If you’re moving across different copywriters or you have a big content writing team, you’ll sometimes have a slip-up where a word is used that you know from experience the client doesn’t like, but that copywriter might be in their first week and hasn’t got that experience yet.

You can use that AI model so that, if it spots this word, it will flag that. Obviously, you can do a Ctrl+F in your own manual checking, but this is an automated way of checking whether you have used any of the words you don’t want.”

Is ChatGPT your favourite AI software to use at the moment?

“I prefer it mainly because of the integrations that are available. It’s the most popular, so there are a lot of good extensions and Google Sheets plugins for it.

It’s easier to find integrations for ChatGPT whereas, if you go more off-piste, there might be other models that are just as good, but they don’t have the same integrations.”

Are there any tasks where using AI is not a good idea?

“In content production, which is pretty obvious for most people. We had the idea of using AI for e-commerce website category content that only needed 150-200 words. It was just boilerplate introduction content about what’s on the page.

However, by the time you’d got it all in place and had it proofed and fact-checked, somebody could have just written it. It was quicker with a human. We also found that it ends up using curious words that a human wouldn’t use when describing certain products, which sounded unnatural.

You can give it a document to try and make sure it doesn’t use those words, which would be a second version of trying to create that automation. However, you still need to have that fact-checking in place. You can’t send something out that hasn’t been fact-checked. We found that, for that 150–200-word content, it’s actually quicker to get somebody to do it with their proper knowledge of the site.”

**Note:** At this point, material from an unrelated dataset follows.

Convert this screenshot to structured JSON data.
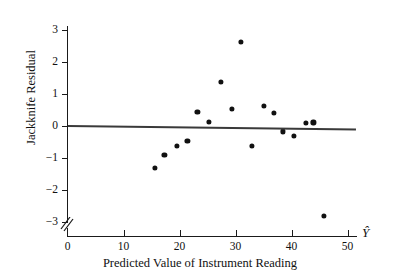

Is this something that you will continue to test, to see if AI improves enough to take over that task?

“If we can get it to a point where you can remove those oddities, I suppose it would become a time saver.

At Reflect Digital, we are part of the Human First Collective, so we always want to fact-check things. We never send something out the door without it being fact-checked, so it would have to be pretty bulletproof for it to not be subject to quite a bit of human intervention from our side.

The Human First Collective brings together Reflect Digital (our SEO, paid, and digital PR agency) and Lab, which is a design and development agency. We are able to do everything effectively as two separate agencies, whether you need a new website or marketing for that site – and everything in between.

We aspire to approach everything that we do by putting humans first. Our USP is that we are using behavioural messaging with all of our work. When Lab is building a new website, they’re using behavioural insights before putting a design or navigation together. Everything has that human element in mind.”

If an SEO is struggling for time, what should they stop doing right now so they can spend more time doing what you suggest in 2025?

“Focus on the time sinks; the things that are costing you time right now. Don’t push them to one side. Really consider what’s worth the investment of your time.

If you’re finding yourself doing repetitive tasks where, every month, you do the same report and it takes you 3 hours, how can you automate that process and get that time back? Invest in efficiencies and automation because you have the technology available to you now – whether it’s ChatGPT or Sheets connected to whatever AI you want to use.

You’ve got the technology available to you to automate those tasks and make your life easier in the long run. Prioritise those efficiencies.

To determine whether a task is a good use of time, firstly, is it boring? Is it repetitive? Is it something that you can automate by creating something that will do the job for you? If there are rules or principles that can be repeated and given to a computer or any sort of script, can you automate that process and get something else to do the dirty work for you?”

Andy Mollison is Head of SEO at Reflect Digital, and you can find him over at ReflectDigital.co.uk.